Streamed in real time from Rambert’s London studios
September 26, 2020
Maggie Foyer
As someone who regularly courts danger, Wim Vandekeybus seems particularly well placed to relish the uncertainties and cliff hangers of COVID-land. He is also a multi-media artist who shifts seamlessly between live performance and film, a visible asset in Draw from Within, livestreamed from Rambert’s Waterloo studios.
The persuasive opening, so casual and almost improvised, is earmarked by Daniel Davidson’s reading of Ted Hughes’ enigmatic Conjuring in Heaven, a poem of meaningful nothing. The camera moves down the stairs and around the studios, capturing faces in the bursts of phosphorus as the flame from lighted matches is passed from mouth to mouth. Definitely no kissing; but wonderful patterns of smoke from extinguished tapers as the dancers move into action and write their stories in the smoky air.

Photo Camilla Greenwell
The Rambert dancers have bounced back from lockdown with renewed vitality, each an individual character within quicksilver group co-ordination. The action comes in staccato bursts and starts, music rising to a crescendo as dancers, notably a fiercely acrobatic Liam Francis, twist and fly alternating with impulsive stops, stirring an undercurrent of expectant violence.
A sudden cut to the peace and calm of a backstage corner finds Salomé Pressac, looking both wholesome and sexy in cropped white pants suit with an eye on Guillaume Quéau. Their relationship is brief, interrupted as the sets disappear and the studio is stripped down for more epic on-the-edge Vandekeybus choreography.

in Wim Vandekeybus’ Draw from Within for Rambert
Photo Camilla Greenwell
Cables, expertly manoeuvred by the dancers, are drawn across a space bristling with danger, the dancers leaping over, rolling under or circumnavigate the obstacles with hair breadth precision. Pressac, braids flying competes with the best of them. The complex structure is expertly caught on camera to immerse us in the movement.
Vandekeybus criticises the follies of the media with penetrating satire. While a quietly spoken telephonist reassures callers on the chat lines, on the main stage the presenters, armed with microphones, waffle on enthusiastically. The neatly choreographed ‘birth’ of a child prodigy provokes a media storm. As dancers party round the periphery, he’s the centre of attention: learning to cycle, then to drive and in no time at all, he has a gun. It’s Dad who gets the bullet and the media are in the thick of it, provoking and condemning violence in equal measure.

in Draw from Within
Photo Camilla Greenwell
Vandekeybus senses the mood of the times and plays with our fears. He offers us a collage of life and it’s not pleasant. Hospitals are no longer sanctuaries of care and healing. Masked medics with blood on their hands patrol empty corridors. Kym Sojourna stripped of her dress and coerced onto a stretcher, waits, in trepidation for the unknown. It is the child, seemingly immune to the disquieting forces, that finally returns the dress to Sojourna. The mood changes as vibes of coercive optimism provoke something approaching a religious revival and Davidson declares, ‘it’s all going to be alright’! We’ll see.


→ Prompt: Skipping the images, transcribe each record below as it is.

Given data: Begin

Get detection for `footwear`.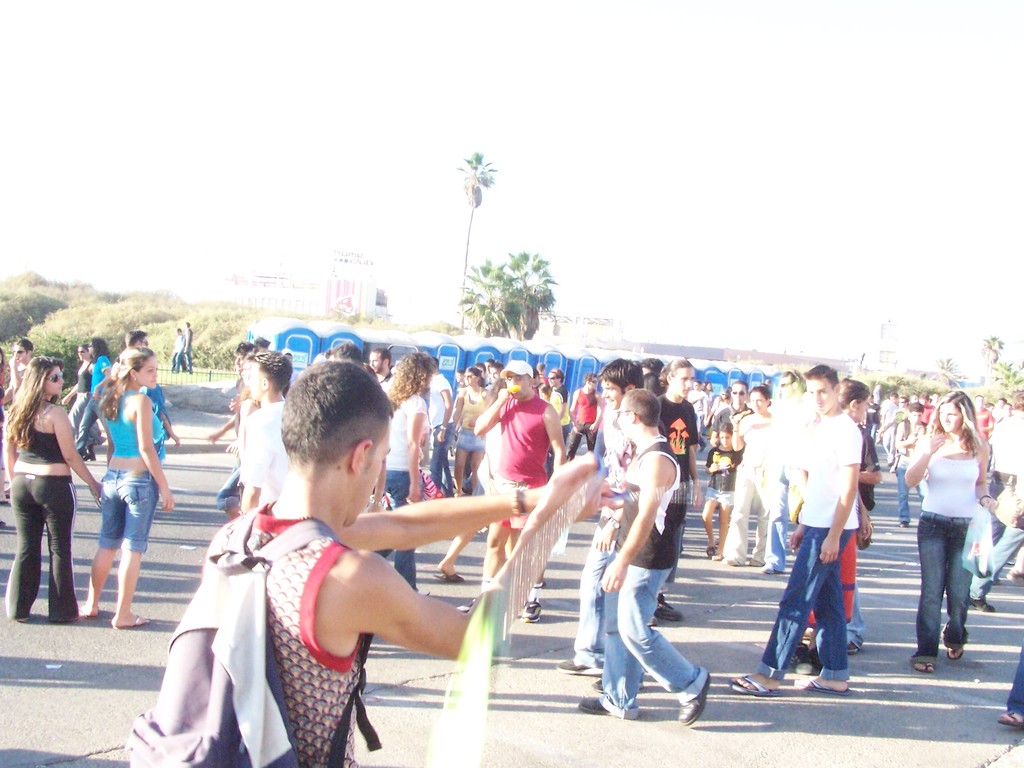
Detection: 113/614/150/630.
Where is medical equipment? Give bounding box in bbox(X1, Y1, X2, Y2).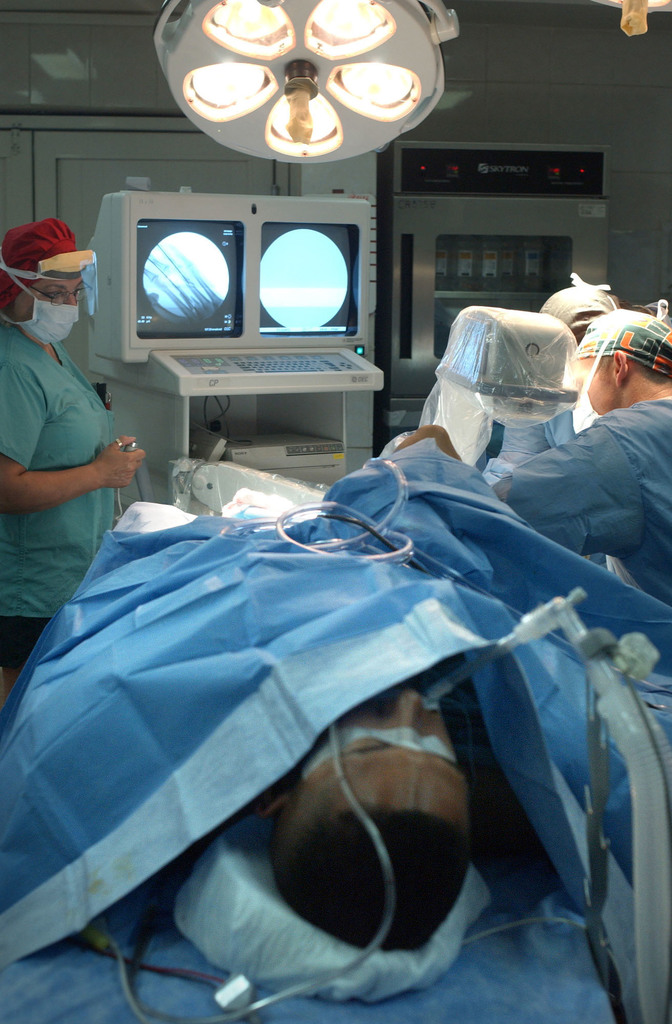
bbox(0, 436, 671, 1023).
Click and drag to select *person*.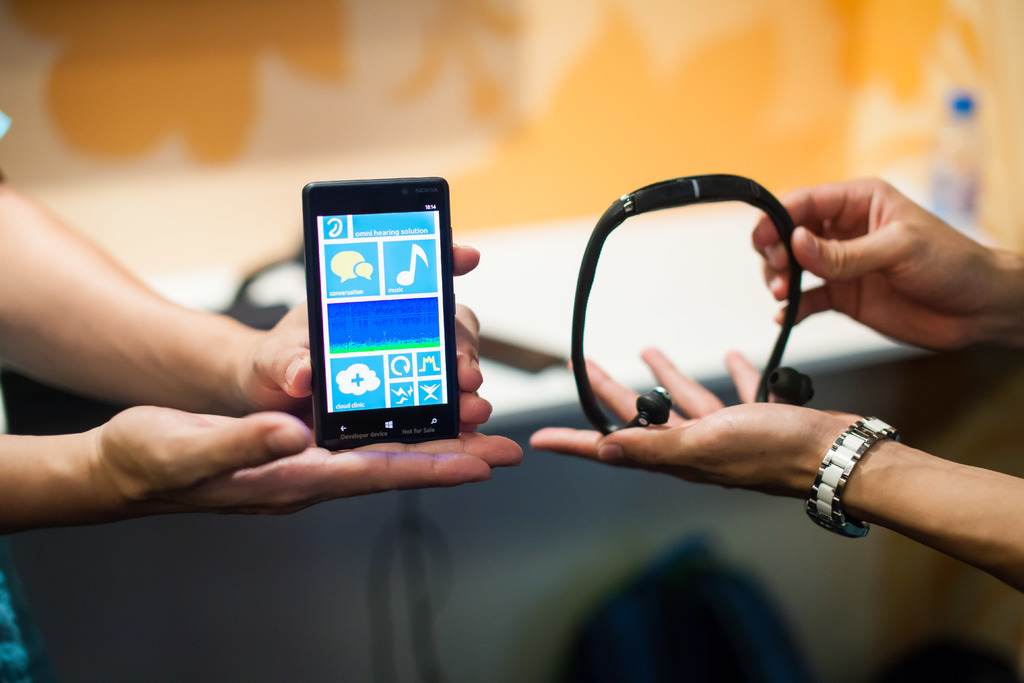
Selection: bbox=[500, 80, 984, 651].
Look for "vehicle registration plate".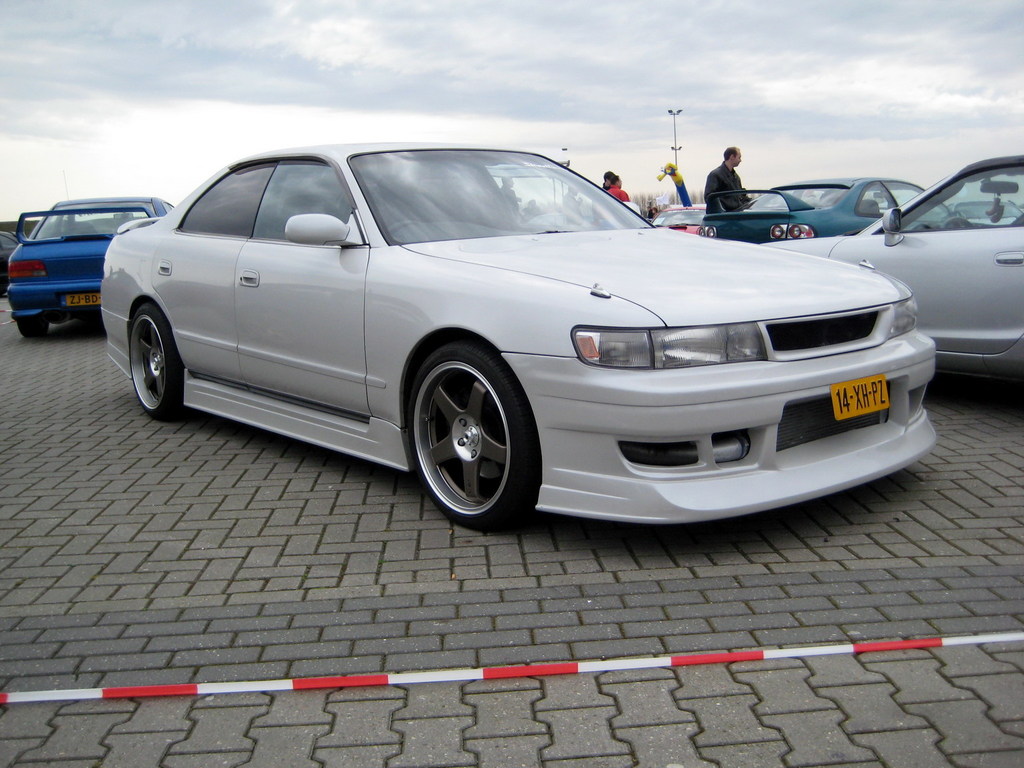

Given data: End

→ Reply:
Get detection for `footwear`.
Detection: 113/614/150/630.
Where is medical equipment? Give bounding box in bbox(X1, Y1, X2, Y2).
bbox(0, 436, 671, 1023).
Click and drag to select *person*.
Selection: bbox=[500, 80, 984, 651].
Look for "vehicle registration plate".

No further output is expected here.